I call myself a blogger, but I’m more like an essayist who uses blogging software.
Many of my posts start out as a simple idea and end up as 600-800 words. (Except when they end up as 2,000 words.) I think it’s a self-esteem issue — I’m concerned that someone will mock me, and have the facts on their side. So I research and try to substantiate every nuance, and the word count grows. (I’m up to 77 so far!) Then I run out of time or energy, resulting in no posts at all for a week at a time.
So let’s try a classic quickie blog post — little or no analysis from me, just recent quotes from three of my favorite pundits. Krauthammer:
Leave it to Mickey Kaus, a principled liberal who supports health-care reform, to debunk these structural excuses: “Lots of intellectual effort now seems to be going into explaining Obama’s (possible/likely/impending) health care failure as the inevitable product of larger historic and constitutional forces. . . . But in this case there’s a simpler explanation: Barack Obama’s job was to sell a health care reform plan to American voters.
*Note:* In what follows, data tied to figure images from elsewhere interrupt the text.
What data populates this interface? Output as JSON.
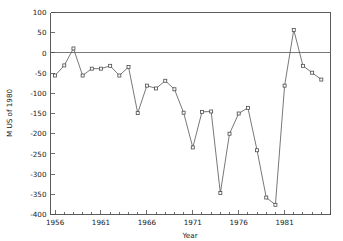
{
  "chart_data": {
    "type": "line",
    "title": "",
    "xlabel": "Year",
    "ylabel": "M US of 1980",
    "xlim": [
      1955.5,
      1986.0
    ],
    "ylim": [
      -400,
      100
    ],
    "grid": false,
    "legend": "none",
    "marker": "open-square",
    "xticks": [
      1956,
      1961,
      1966,
      1971,
      1976,
      1981
    ],
    "xtick_labels": [
      "1956",
      "1961",
      "1966",
      "1971",
      "1976",
      "1981"
    ],
    "yticks": [
      100,
      50,
      0,
      -50,
      -100,
      -150,
      -200,
      -250,
      -300,
      -350,
      -400
    ],
    "ytick_labels": [
      "100",
      "50",
      "0",
      "-50",
      "-100",
      "-150",
      "-200",
      "-250",
      "-300",
      "-350",
      "-400"
    ],
    "x": [
      1956,
      1957,
      1958,
      1959,
      1960,
      1961,
      1962,
      1963,
      1964,
      1965,
      1966,
      1967,
      1968,
      1969,
      1970,
      1971,
      1972,
      1973,
      1974,
      1975,
      1976,
      1977,
      1978,
      1979,
      1980,
      1981,
      1982,
      1983,
      1984,
      1985
    ],
    "values": [
      -56,
      -31,
      11,
      -56,
      -39,
      -39,
      -32,
      -56,
      -35,
      -149,
      -81,
      -88,
      -69,
      -90,
      -148,
      -234,
      -146,
      -145,
      -347,
      -200,
      -150,
      -136,
      -241,
      -358,
      -376,
      -81,
      57,
      -32,
      -49,
      -66
    ],
    "series": [
      {
        "name": "balance",
        "values": [
          -56,
          -31,
          11,
          -56,
          -39,
          -39,
          -32,
          -56,
          -35,
          -149,
          -81,
          -88,
          -69,
          -90,
          -148,
          -234,
          -146,
          -145,
          -347,
          -200,
          -150,
          -136,
          -241,
          -358,
          -376,
          -81,
          57,
          -32,
          -49,
          -66
        ]
      }
    ]
  },
  "axes": {
    "y_axis_title": "M US of 1980",
    "x_axis_title": "Year"
  }
}
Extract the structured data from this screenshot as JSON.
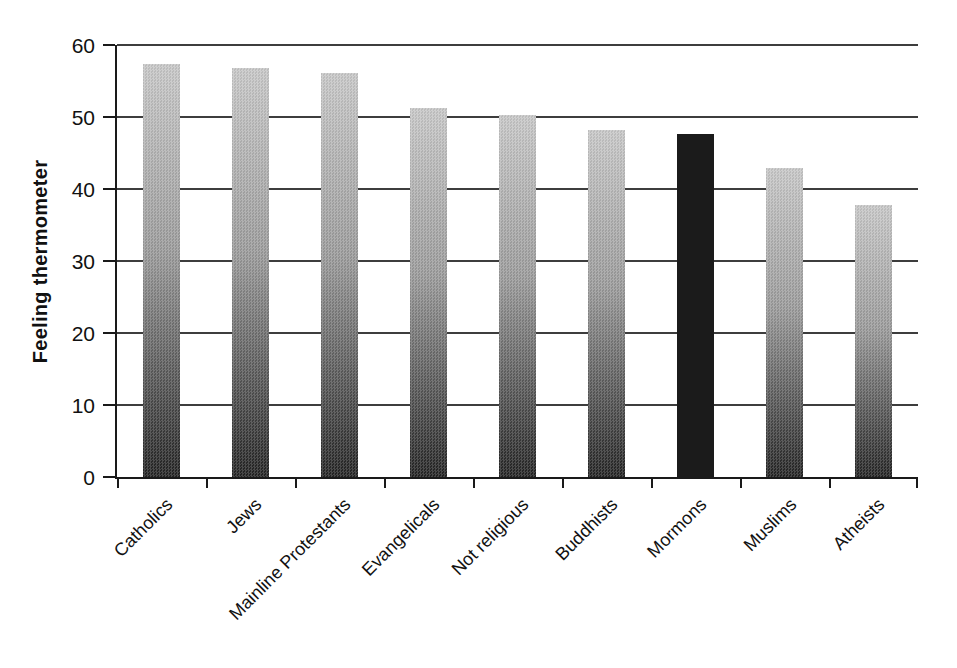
{
  "chart_data": {
    "type": "bar",
    "title": "",
    "xlabel": "",
    "ylabel": "Feeling thermometer",
    "ylim": [
      0,
      60
    ],
    "yticks": [
      0,
      10,
      20,
      30,
      40,
      50,
      60
    ],
    "grid": "horizontal-full-width",
    "legend": "none",
    "categories": [
      "Catholics",
      "Jews",
      "Mainline Protestants",
      "Evangelicals",
      "Not religious",
      "Buddhists",
      "Mormons",
      "Muslims",
      "Atheists"
    ],
    "values": [
      57.4,
      56.8,
      56.1,
      51.2,
      50.3,
      48.2,
      47.7,
      42.9,
      37.8
    ],
    "highlighted_category": "Mormons",
    "bar_fill": {
      "default_style": "vertical-gradient",
      "default_top_color": "#c7c7c7",
      "default_bottom_color": "#232323",
      "highlight_style": "solid",
      "highlight_color": "#1b1b1b"
    },
    "axis_color": "#1a1a1a",
    "gridline_color": "#3d3d3d",
    "x_tick_placement": "category-boundaries",
    "x_label_rotation_deg": 45
  }
}
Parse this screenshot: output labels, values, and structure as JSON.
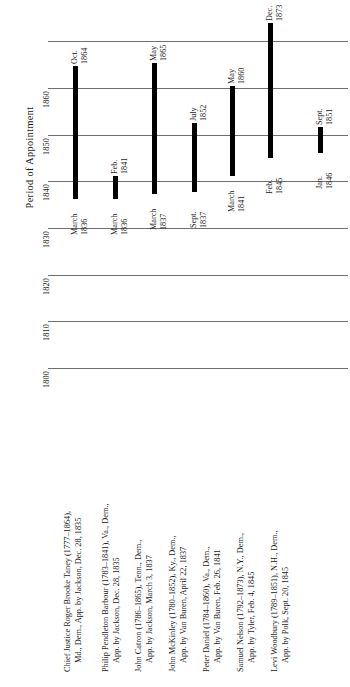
{
  "chart_data": {
    "type": "bar",
    "orientation": "vertical-timeline",
    "title": "Period of Appointment",
    "ylabel": "Period of Appointment",
    "xlabel": "",
    "ylim": [
      1795,
      1875
    ],
    "grid": true,
    "legend_position": "below",
    "tick_labels": [
      "1800",
      "1810",
      "1820",
      "1830",
      "1840",
      "1850",
      "1860"
    ],
    "tick_values": [
      1800,
      1810,
      1820,
      1830,
      1840,
      1850,
      1860
    ],
    "categories": [
      "Chief Justice Roger Brooke Taney",
      "Philip Pendleton Barbour",
      "John Catron",
      "John McKinley",
      "Peter Daniel",
      "Samuel Nelson",
      "Levi Woodbury"
    ],
    "bars": [
      {
        "name": "Chief Justice Roger Brooke Taney",
        "start_label": "March\n1836",
        "start_month": "March",
        "start_year": "1836",
        "end_label": "Oct.\n1864",
        "end_month": "Oct.",
        "end_year": "1864",
        "start_value": 1836.2,
        "end_value": 1864.8
      },
      {
        "name": "Philip Pendleton Barbour",
        "start_label": "March\n1836",
        "start_month": "March",
        "start_year": "1836",
        "end_label": "Feb.\n1841",
        "end_month": "Feb.",
        "end_year": "1841",
        "start_value": 1836.2,
        "end_value": 1841.1
      },
      {
        "name": "John Catron",
        "start_label": "March\n1837",
        "start_month": "March",
        "start_year": "1837",
        "end_label": "May\n1865",
        "end_month": "May",
        "end_year": "1865",
        "start_value": 1837.2,
        "end_value": 1865.4
      },
      {
        "name": "John McKinley",
        "start_label": "Sept.\n1837",
        "start_month": "Sept.",
        "start_year": "1837",
        "end_label": "July\n1852",
        "end_month": "July",
        "end_year": "1852",
        "start_value": 1837.7,
        "end_value": 1852.5
      },
      {
        "name": "Peter Daniel",
        "start_label": "March\n1841",
        "start_month": "March",
        "start_year": "1841",
        "end_label": "May\n1860",
        "end_month": "May",
        "end_year": "1860",
        "start_value": 1841.2,
        "end_value": 1860.4
      },
      {
        "name": "Samuel Nelson",
        "start_label": "Feb.\n1845",
        "start_month": "Feb.",
        "start_year": "1845",
        "end_label": "Dec.\n1873",
        "end_month": "Dec.",
        "end_year": "1873",
        "start_value": 1845.1,
        "end_value": 1873.9
      },
      {
        "name": "Levi Woodbury",
        "start_label": "Jan.\n1846",
        "start_month": "Jan.",
        "start_year": "1846",
        "end_label": "Sept.\n1851",
        "end_month": "Sept.",
        "end_year": "1851",
        "start_value": 1846.0,
        "end_value": 1851.7
      }
    ]
  },
  "axis": {
    "title": "Period of Appointment",
    "ticks": [
      {
        "label": "1860"
      },
      {
        "label": "1850"
      },
      {
        "label": "1840"
      },
      {
        "label": "1830"
      },
      {
        "label": "1820"
      },
      {
        "label": "1810"
      },
      {
        "label": "1800"
      }
    ]
  },
  "bar_labels": {
    "taney_end_month": "Oct.",
    "taney_end_year": "1864",
    "taney_start_month": "March",
    "taney_start_year": "1836",
    "barbour_start_month": "March",
    "barbour_start_year": "1836",
    "barbour_end_month": "Feb.",
    "barbour_end_year": "1841",
    "catron_end_month": "May",
    "catron_end_year": "1865",
    "catron_start_month": "March",
    "catron_start_year": "1837",
    "mckinley_end_month": "July",
    "mckinley_end_year": "1852",
    "mckinley_start_month": "Sept.",
    "mckinley_start_year": "1837",
    "daniel_end_month": "May",
    "daniel_end_year": "1860",
    "daniel_start_month": "March",
    "daniel_start_year": "1841",
    "nelson_end_month": "Dec.",
    "nelson_end_year": "1873",
    "nelson_start_month": "Feb.",
    "nelson_start_year": "1845",
    "woodbury_start_month": "Jan.",
    "woodbury_start_year": "1846",
    "woodbury_end_month": "Sept.",
    "woodbury_end_year": "1851"
  },
  "legend": {
    "items": [
      {
        "line1": "Chief Justice Roger Brooke Taney (1777–1864),",
        "line2": "Md., Dem., App. by Jackson, Dec. 28, 1835"
      },
      {
        "line1": "Philip Pendleton Barbour (1783–1841), Va., Dem.,",
        "line2": "App. by Jackson, Dec. 28, 1835"
      },
      {
        "line1": "John Catron (1786–1865), Tenn., Dem.,",
        "line2": "App. by Jackson, March 3, 1837"
      },
      {
        "line1": "John McKinley (1780–1852), Ky., Dem.,",
        "line2": "App. by Van Buren, April 22, 1837"
      },
      {
        "line1": "Peter Daniel (1784–1860), Va., Dem.,",
        "line2": "App. by Van Buren, Feb. 26, 1841"
      },
      {
        "line1": "Samuel Nelson (1792–1873), N.Y., Dem.,",
        "line2": "App. by Tyler, Feb. 4, 1845"
      },
      {
        "line1": "Levi Woodbury (1789–1851), N.H., Dem.,",
        "line2": "App. by Polk, Sept. 20, 1845"
      }
    ]
  },
  "colors": {
    "bar": "#000000",
    "grid": "#6f6f6f",
    "text": "#1a1a1a",
    "background": "#ffffff"
  }
}
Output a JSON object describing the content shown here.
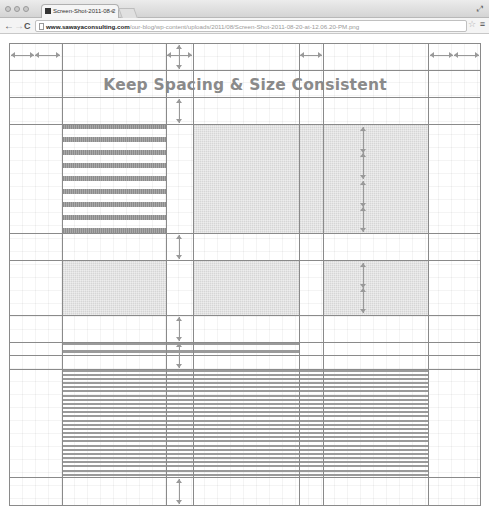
{
  "browser": {
    "tab": {
      "title": "Screen-Shot-2011-08-2",
      "close_glyph": "×"
    },
    "toolbar": {
      "back_glyph": "←",
      "forward_glyph": "→",
      "reload_glyph": "C",
      "url_domain": "www.sawayaconsulting.com",
      "url_path": "/our-blog/wp-content/uploads/2011/08/Screen-Shot-2011-08-20-at-12.06.20-PM.png",
      "star_glyph": "☆",
      "menu_glyph": "≡",
      "fullscreen_glyph": "⤢"
    }
  },
  "image": {
    "title": "Keep Spacing & Size Consistent",
    "colors": {
      "gridline": "#8a8a8a",
      "block_fill": "#d6d6d6",
      "bar_fill": "#8c8c8c",
      "title_text": "#8a8a8a"
    },
    "columns_x": [
      9,
      62,
      166,
      193,
      299,
      323,
      428,
      480
    ],
    "rows_y": [
      43,
      70,
      97,
      124,
      233,
      260,
      315,
      342,
      355,
      369,
      477,
      505
    ],
    "striped_block_bar_count": 9,
    "text_block_line_count": 26
  }
}
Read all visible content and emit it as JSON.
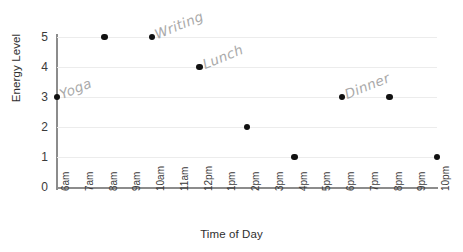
{
  "chart_data": {
    "type": "scatter",
    "title": "",
    "xlabel": "Time of Day",
    "ylabel": "Energy Level",
    "ylim": [
      0,
      5
    ],
    "yticks": [
      "0",
      "1",
      "2",
      "3",
      "4",
      "5"
    ],
    "grid": true,
    "legend": "none",
    "categories": [
      "6am",
      "7am",
      "8am",
      "9am",
      "10am",
      "11am",
      "12pm",
      "1pm",
      "2pm",
      "3pm",
      "4pm",
      "5pm",
      "6pm",
      "7pm",
      "8pm",
      "9pm",
      "10pm"
    ],
    "points": [
      {
        "x": "6am",
        "y": 3
      },
      {
        "x": "8am",
        "y": 5
      },
      {
        "x": "10am",
        "y": 5
      },
      {
        "x": "12pm",
        "y": 4
      },
      {
        "x": "2pm",
        "y": 2
      },
      {
        "x": "4pm",
        "y": 1
      },
      {
        "x": "6pm",
        "y": 3
      },
      {
        "x": "8pm",
        "y": 3
      },
      {
        "x": "10pm",
        "y": 1
      }
    ],
    "annotations": [
      {
        "text": "Yoga",
        "x": "6am",
        "y": 3
      },
      {
        "text": "Writing",
        "x": "10am",
        "y": 5
      },
      {
        "text": "Lunch",
        "x": "12pm",
        "y": 4
      },
      {
        "text": "Dinner",
        "x": "6pm",
        "y": 3
      }
    ],
    "marker_color": "#111111",
    "grid_color": "#ececec",
    "axis_color": "#8c8c8c",
    "annotation_color": "#a9a9a9"
  }
}
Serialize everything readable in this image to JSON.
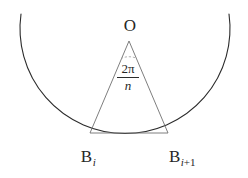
{
  "figure": {
    "kind": "geometry-diagram",
    "background_color": "#ffffff",
    "stroke_color": "#2b2b2b",
    "helper_stroke_color": "#8a8a8a",
    "labels": {
      "center": "O",
      "vertex_left": "B",
      "vertex_left_sub": "i",
      "vertex_right": "B",
      "vertex_right_sub_index": "i",
      "vertex_right_sub_op": "+",
      "vertex_right_sub_addend": "1",
      "angle_numerator": "2π",
      "angle_denominator": "n"
    },
    "geometry": {
      "circle_center_x": 125,
      "circle_center_y": 37,
      "circle_radius": 105,
      "arc_start_x": 21,
      "arc_start_y": 14,
      "arc_end_x": 229,
      "arc_end_y": 14,
      "apex_x": 129,
      "apex_y": 41,
      "vertex_left_x": 90,
      "vertex_left_y": 133,
      "vertex_right_x": 168,
      "vertex_right_y": 133,
      "angle_marker_radius": 19,
      "stroke_width": 1
    }
  }
}
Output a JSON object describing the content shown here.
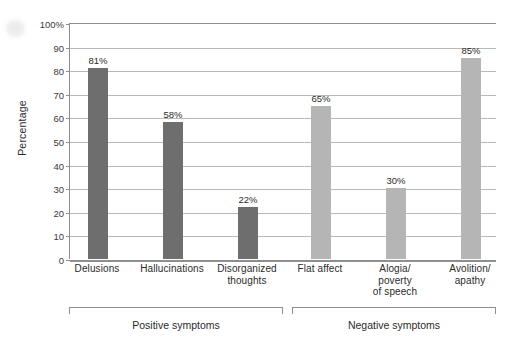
{
  "chart_data": {
    "type": "bar",
    "title": "",
    "xlabel": "",
    "ylabel": "Percentage",
    "ylim": [
      0,
      100
    ],
    "ytick_labels": [
      "0",
      "10",
      "20",
      "30",
      "40",
      "50",
      "60",
      "70",
      "80",
      "90",
      "100%"
    ],
    "ytick_values": [
      0,
      10,
      20,
      30,
      40,
      50,
      60,
      70,
      80,
      90,
      100
    ],
    "grid": true,
    "legend": "none",
    "categories": [
      "Delusions",
      "Hallucinations",
      "Disorganized thoughts",
      "Flat affect",
      "Alogia/ poverty of speech",
      "Avolition/ apathy"
    ],
    "values": [
      81,
      58,
      22,
      65,
      30,
      85
    ],
    "value_labels": [
      "81%",
      "58%",
      "22%",
      "65%",
      "30%",
      "85%"
    ],
    "groups": [
      {
        "label": "Positive symptoms",
        "categories": [
          "Delusions",
          "Hallucinations",
          "Disorganized thoughts"
        ],
        "color": "#6e6e6e"
      },
      {
        "label": "Negative symptoms",
        "categories": [
          "Flat affect",
          "Alogia/ poverty of speech",
          "Avolition/ apathy"
        ],
        "color": "#b5b5b5"
      }
    ]
  },
  "axis": {
    "y_title": "Percentage",
    "ticks": [
      {
        "label": "100%",
        "value": 100
      },
      {
        "label": "90",
        "value": 90
      },
      {
        "label": "80",
        "value": 80
      },
      {
        "label": "70",
        "value": 70
      },
      {
        "label": "60",
        "value": 60
      },
      {
        "label": "50",
        "value": 50
      },
      {
        "label": "40",
        "value": 40
      },
      {
        "label": "30",
        "value": 30
      },
      {
        "label": "20",
        "value": 20
      },
      {
        "label": "10",
        "value": 10
      },
      {
        "label": "0",
        "value": 0
      }
    ]
  },
  "bars": [
    {
      "name": "delusions",
      "label": "Delusions",
      "label_lines": [
        "Delusions"
      ],
      "value": 81,
      "value_label": "81%",
      "color": "#6e6e6e",
      "center": 97,
      "width": 20
    },
    {
      "name": "hallucinations",
      "label": "Hallucinations",
      "label_lines": [
        "Hallucinations"
      ],
      "value": 58,
      "value_label": "58%",
      "color": "#6e6e6e",
      "center": 172,
      "width": 20
    },
    {
      "name": "disorganized-thoughts",
      "label": "Disorganized thoughts",
      "label_lines": [
        "Disorganized",
        "thoughts"
      ],
      "value": 22,
      "value_label": "22%",
      "color": "#6e6e6e",
      "center": 247,
      "width": 20
    },
    {
      "name": "flat-affect",
      "label": "Flat affect",
      "label_lines": [
        "Flat affect"
      ],
      "value": 65,
      "value_label": "65%",
      "color": "#b5b5b5",
      "center": 320,
      "width": 20
    },
    {
      "name": "alogia-poverty-of-speech",
      "label": "Alogia/ poverty of speech",
      "label_lines": [
        "Alogia/",
        "poverty",
        "of speech"
      ],
      "value": 30,
      "value_label": "30%",
      "color": "#b5b5b5",
      "center": 395,
      "width": 20
    },
    {
      "name": "avolition-apathy",
      "label": "Avolition/ apathy",
      "label_lines": [
        "Avolition/",
        "apathy"
      ],
      "value": 85,
      "value_label": "85%",
      "color": "#b5b5b5",
      "center": 470,
      "width": 20
    }
  ],
  "groups": [
    {
      "name": "positive-symptoms",
      "label": "Positive symptoms",
      "left": 69,
      "right": 283
    },
    {
      "name": "negative-symptoms",
      "label": "Negative symptoms",
      "left": 292,
      "right": 496
    }
  ],
  "colors": {
    "positive_bar": "#6e6e6e",
    "negative_bar": "#b5b5b5",
    "gridline": "#b9b9b9",
    "axis": "#8e8e8e",
    "text": "#2b2b2b",
    "background": "#ffffff"
  }
}
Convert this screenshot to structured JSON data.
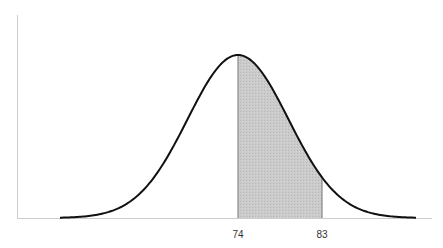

He failed.â€
He failed because the utter implausibility of its central promise — expanded coverage at lower cost — led voters to conclude that it would lead ultimately to more government, more taxes, and more debt. More broadly, the Democrats failed because, thinking the economic emergency would give them a political mandate and a legislative window, they tried to impose a left-wing agenda on a center-right country. The people said no, expressing themselves first in spontaneous demonstrations, then in public-opinion polls, then in elections — Virginia, New Jersey, and, most emphatically, Massachusetts.
That’s not a structural defect. That’s a textbook demonstration of popular will expressing itself — despite the special interests — through the existing structures. In other words, the system worked.
Those who accuse former Bush administration officials of criminality for having supported enhanced interrogation techniques are nearly silent about the ongoing and vastly increased targeted assassinations ordered by the Obama administration, and I for one am confused by this standard of attack.
If a suspected jihadist on the Afghan Pakistan border were to be asked his choice, he might very well prefer to be apprehended, transported to Guantanamo, and harshly interrogated rather than blown to bits along with any family and friends who happen to be in his vicinity.
To make things simpler, water-boarding the confessed architect of the murder of 3,000 innocents, on a moral scale, seems less atrocious than executing suspected terrorists, as we are now doing. Since the easy denunciations of criminality are moral rather than legal — no one has actually convicted a John Yoo or a Dick Cheney of anything — surely we should hear something about these capital sentences handed down from the sky on those who, quite unlike KSM, are suspected, rather than confessed, killers.
And Andrew McCarthy (profiled in the New York Times):
“A war is a war,†Mr. McCarthy declared. “A war is not a crime, and you don’t bring your enemies to a courthouse.â€
In the debate over how and where to prosecute Mr. Mohammed and other Sept. 11 cases, few critics of the Obama administration have been more fervent in their opposition than Mr. McCarthy, a 50-year-old lawyer from the Bronx who had built a reputation as one of the country’s formidable terrorism prosecutors.
Now he has a different reputation: harsh critic of the system in which he had his greatest legal triumph.
Mr. McCarthy has relentlessly attacked the administration for supporting civilian justice for terrorism suspects. He has criticized the military commissions system and called for creation of a national security court. After the arrest of the suspect in the Christmas bomb plot, he wrote, “Will Americans finally grasp how insane it is to regard counterterrorism as a law-enforcement project rather than a matter of national security?â€
Argghh… 659 words. But I only had to write about 150 of them!